Common mistake: Teams often tailor their whys to fit a solution they already have in mind. Resist this. Let the whys lead you to the cause — not the other way around. If your why chain leads straight to "we need more training" every single time, that's a sign you're fitting the narrative.
How to run it:
1. Write your problem statement on the right — the "head of the fish."
2. Draw six branches: Man, Machine, Method, Material, Environment, Measurement.
3. For each category, ask: "What here could cause our problem?" Write every idea — no filtering yet.
4. For the most likely causes, drill deeper with "why."
5. Circle the top 2–3 most likely causes. These feed your 5 Whys.
Who to invite: Line operators, supervisors, maintenance, quality.
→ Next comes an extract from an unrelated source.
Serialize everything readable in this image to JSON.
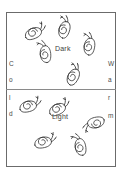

The people closest to the work know what's really happening.
Your problem statement
Use this as your starting point for the fishbone and 5 Whys.
Fishbone session — attach your completed diagram
After your in-person fishbone session, upload a photo of the completed diagram here. This is optional but recommended — it keeps the visual record with the project.
Upload a photo of your fishbone diagram
JPG, PNG, or PDF accepted
5 Whys
Start with your problem statement above and keep asking why. Use the "therefore" check to validate your chain.
Root cause conclusion
Based on your fishbone and 5 Whys, what is the confirmed root cause? It must be specific, actionable, and something your team can actually change. If you can't change it, it's not the root cause.
Improve
Design, test, and implement solutions that address the root cause.
Coach's Take — Improve Phase
Level 0 — Do Nothing. The problem continues. No change.
Level 1 — Training / Awareness. You tell people to do it differently. Works until someone forgets, gets distracted, or is replaced. The weakest form of control.
Level 2 — Checklists / SOPs / Visual Aids. You give people a tool to follow. Better than training alone, but still relies on people choosing to use it.
Level 3 — Physical / Engineering Control. You change the process or equipment so the problem cannot happen. The machine stops, the part doesn't fit wrong, the system won't allow the error. This is the goal.
When designing your solution, ask: "Can we get this to Level 3?" Even if you start at Level 1 or 2, have a plan to get to Level 3 over time.
The rule of thumb: Track for at least 2–3 times longer than your baseline measurement period. If your baseline was 30 days, track for 60–90 days post-implementation before closing the project.
Why this matters: Scrap rates naturally fluctuate. A good month might just be a good month — not evidence that your countermeasure worked. You need enough data to tell the difference between a real improvement and normal variation. If scrap went down but came back up the following month, the improvement didn't hold. Don't chase the low point — chase the sustained average.
Proposed solutions
List each solution you're considering or implementing. Note the level of control where possible.
Pilot plan
How will you test this solution before full implementation?
Pilot result
What happened during the pilot? Did it work? What did you measure?
Control
Lock in the gains and make sure the problem doesn't come back.
Coach's Take — Control Phase
If you're at Level 1 or 2 (training, SOPs, checklists) — your control plan must include a regular audit schedule. Without it, standards drift. People get busy, shortcuts get taken, and the old behavior returns.
If you're at Level 3 (physical / engineering control) — your control plan is simpler because the process prevents the problem. Document what was changed and who is responsible for maintaining the equipment or system change.
Audit cadence recommendation: Weekly checks for the first 30 days. Monthly after that. If a check reveals a deviation, treat it as a new problem to solve — not just a reminder to try harder.
Control plan
Document the new standard. What changed, what must be maintained, and how?
Verify the improvement held
Upload a new data file from after your improvement was implemented. Coach Kaizen will run the same Pareto and show you whether your top problem moved.